TASK INSTRUCTIONS
Only the lines below starting at the one that contains "Describe the element at coordinates (563, 410)" and ending at the one that contains "The height and width of the screenshot is (338, 600)." are to be reproduced, exactly and with both ends kept.

TASK DATA
>>>
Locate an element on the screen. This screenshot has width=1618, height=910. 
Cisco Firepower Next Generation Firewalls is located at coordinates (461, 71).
<<<
>>>
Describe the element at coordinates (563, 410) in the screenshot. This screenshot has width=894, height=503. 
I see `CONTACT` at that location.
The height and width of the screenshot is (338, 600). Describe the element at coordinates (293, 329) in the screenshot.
<<<
>>>
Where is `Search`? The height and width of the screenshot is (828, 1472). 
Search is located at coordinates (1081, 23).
<<<
RESPONSE BOX
Describe the element at coordinates (563, 410) in the screenshot. This screenshot has width=894, height=503. 
I see `CONTACT` at that location.
The height and width of the screenshot is (338, 600). Describe the element at coordinates (293, 329) in the screenshot.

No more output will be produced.